Thursday, May 21, 2020

MT

I just got word that an old friend of mine, Mike Terranova, has died.  I met him in college. We lived in the same dorm, and in a hallway of eccentrics, he stood out.

He majored in chemistry and we ("we" being Mike and others on the hall, including myself) sometimes mixed up concoctions that were incendiary or explosive. I'd say more but I'm not sure if the statute of limitations is up.

He also studied Russian.  I remember when he would grumble he'd make a sound like boizhe moizhe, which I believe was a Russian grumble.  And when he said goodbye he'd call you tovarich.

He was into botany, and when we walked through the woods he would happily tell you about the various flora.  When we lived in different parts of the country, in fact, his letters would often tell you stories about the different trees and so on that he'd been looking at.

Every week in the dorm we'd get a sheet listing meals the cafeteria would be serving. Mike would highlight what he planned to eat.  That seemed to me to be too much preparation.  So I secretly replaced his sheet with my own, where I'd highlighted different selections.  I eagerly awaited to see if he'd follow my menu, but he just took what he wanted (which is what he should have been doing all along).

After graduation, he moved to Boston, studying chemistry at Harvard, while I moved to Chicago and then Los Angeles.  But we still kept up, and I visited him out east several times.  He and his wife (and eventually his daughter) had a nice place in the Beacon Hill district, whose history goes back to colonial days.  It was a long and narrow place--I would call it shoebox-shaped--but very vertical, with four stories if you included the basement.

The first time I visited him there I took a train into town.  I had a heavy suitcase (no wheels) and he told me not to worry, his place was just around the corner.  And at each corner I expected we'd finally made it, and he told me we weren't there yet.  We must have walked a mile (or so it felt) before we got there.  I asked him why he didn't tell me it was that far in the first place, and he said he figured it'd be easier to do it one block at a time.
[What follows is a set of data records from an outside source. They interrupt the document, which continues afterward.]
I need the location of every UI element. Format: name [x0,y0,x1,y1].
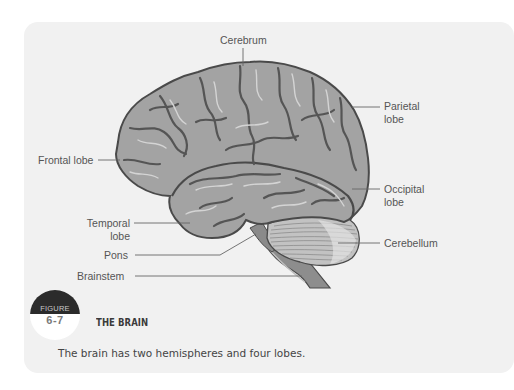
figure-caption: The brain has two hemispheres and four l… [58,347,305,359]
label-occipital-line2: lobe [384,196,404,208]
label-frontal: Frontal lobe [38,154,93,166]
figure-title: THE BRAIN [96,317,148,328]
label-parietal-line1: Parietal [384,100,420,112]
label-temporal-line2: lobe [80,230,130,242]
label-brainstem: Brainstem [77,270,124,282]
label-parietal-line2: lobe [384,113,404,125]
badge-word: FIGURE [30,304,80,313]
label-occipital-line1: Occipital [384,183,424,195]
figure-number: 6-7 [30,314,80,326]
label-cerebellum: Cerebellum [384,237,438,249]
figure-badge: FIGURE 6-7 [30,290,80,340]
label-pons: Pons [104,249,128,261]
cerebrum-shape [116,61,369,238]
label-cerebrum: Cerebrum [220,34,267,46]
label-temporal-line1: Temporal [80,217,130,229]
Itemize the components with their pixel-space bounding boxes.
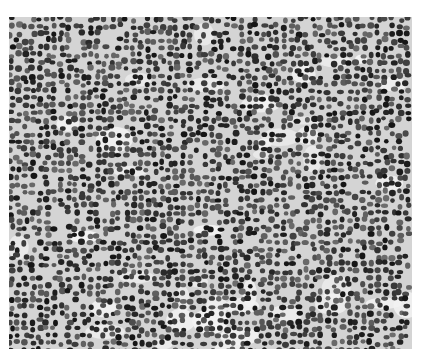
histology-micrograph	[9, 17, 412, 349]
cell-field	[9, 17, 412, 349]
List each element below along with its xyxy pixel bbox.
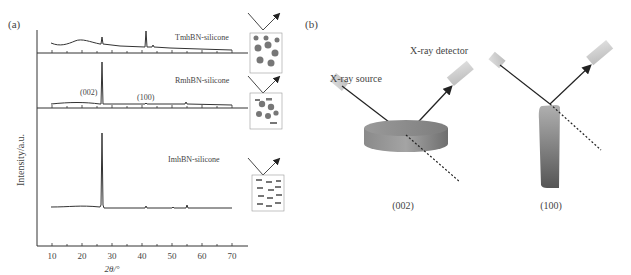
xtick-60: 60 bbox=[198, 251, 208, 261]
xray-detector-label: X-ray detector bbox=[410, 45, 469, 56]
y-axis-label: Intensity/a.u. bbox=[15, 134, 26, 186]
xray-source-label: X-ray source bbox=[330, 73, 382, 84]
xtick-20: 20 bbox=[78, 251, 88, 261]
orientation-002-label: (002) bbox=[392, 200, 414, 212]
xray-detector-device-icon bbox=[447, 61, 474, 86]
annotation-100: (100) bbox=[137, 93, 155, 102]
xtick-70: 70 bbox=[228, 251, 238, 261]
label-rmhbn: RmhBN-silicone bbox=[175, 76, 230, 85]
label-imhbn: ImhBN-silicone bbox=[168, 155, 220, 164]
panel-b-label: (b) bbox=[305, 18, 318, 31]
orientation-100-label: (100) bbox=[540, 200, 562, 212]
label-tmhbn: TmhBN-silicone bbox=[175, 33, 229, 42]
xtick-10: 10 bbox=[48, 251, 58, 261]
x-axis-label: 2θ/° bbox=[104, 264, 119, 274]
diagram-100 bbox=[488, 40, 613, 188]
xrd-plots bbox=[37, 30, 248, 246]
xtick-30: 30 bbox=[108, 251, 118, 261]
annotation-002: (002) bbox=[80, 88, 98, 97]
xray-detector-device-icon bbox=[586, 40, 613, 65]
xtick-50: 50 bbox=[168, 251, 178, 261]
schematic-imhbn bbox=[248, 158, 284, 211]
panel-a-label: (a) bbox=[8, 18, 21, 31]
schematic-tmhbn bbox=[248, 13, 282, 73]
schematic-rmhbn bbox=[248, 76, 282, 129]
xrd-figure: (a) Intensity/a.u. bbox=[0, 0, 631, 275]
xray-source-device-icon bbox=[488, 52, 505, 69]
xtick-40: 40 bbox=[138, 251, 148, 261]
series-imhbn bbox=[51, 133, 232, 208]
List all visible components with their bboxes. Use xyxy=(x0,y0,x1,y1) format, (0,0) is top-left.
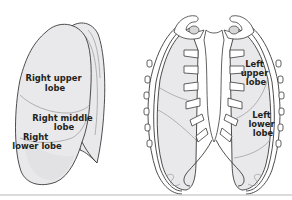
chest-illustration: Left upper lobe Left lower lobe xyxy=(144,16,284,194)
clavicle-right xyxy=(224,16,254,39)
first-rib-joint-left xyxy=(189,26,199,34)
label-left-lower-lobe: Left lower lobe xyxy=(248,110,277,138)
lung-lobes-diagram: Right upper lobe Right middle lobe Right… xyxy=(0,0,292,200)
right-lung-illustration: Right upper lobe Right middle lobe Right… xyxy=(12,23,104,185)
sternum xyxy=(204,30,224,142)
clavicle-left xyxy=(174,16,204,39)
first-rib-joint-right xyxy=(229,26,239,34)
We often walked to Quincy Market for dinner, but once he wanted to go to this out-of-the-way fish restaurant he'd heard about.  We walked all over town--it seemed like hours--looking for it.  We finally found the place and it was closed. (All these stories about walking so far.  But Mike was fun to be around so you didn't mind.)

He loved music.  He played viola and would rehearse for hours (which takes dedication because the viola has the most boring part in a string quartet).  He was a fanatic about what I would call pre-classical music.  He studied music written by composers I never heard of.  He would study these old musical manuscripts and make tapes where he sang these pieces in four-part harmony.

The last time I remember seeing him was in Providence, many years ago.  A film I had written was playing at a festival, and Mike (and two other friends) joined me for the premiere.  I have a story, though it's more about me than Mike.  We ate dinner before the showing, and I spilled some soup on my pants.  On the way back, we walked by my car, where I had a change of clothes.  So I had Mike and my friends form a wedge while I changed my pants on the street.

Old friends are the best friends, and I'd never met anyone like Mike. He made a difference in my life, and he's gone way too soon.

4 Comments:

Blogger New England Guy said...

I met him a couple times with you ( I think I once ran into him at party in Somerville in the 80s and figured out we both knew you). Very nice guy and I am sorry to hear he died.

3:01 AM, May 22, 2020  
Blogger brian said...

Michael was truly an eccentric among eccentrics. I think he fulfilled many educational goals but I bet he wanted to be one of the first into space out of the earth/moon orbit.

11:03 AM, May 22, 2020  
Blogger brian said...

What was the film? Maybe I will check it out while I am under quarantine.

11:04 AM, May 22, 2020  
Blogger LAGuy said...

It was an independent film that you do not have access to.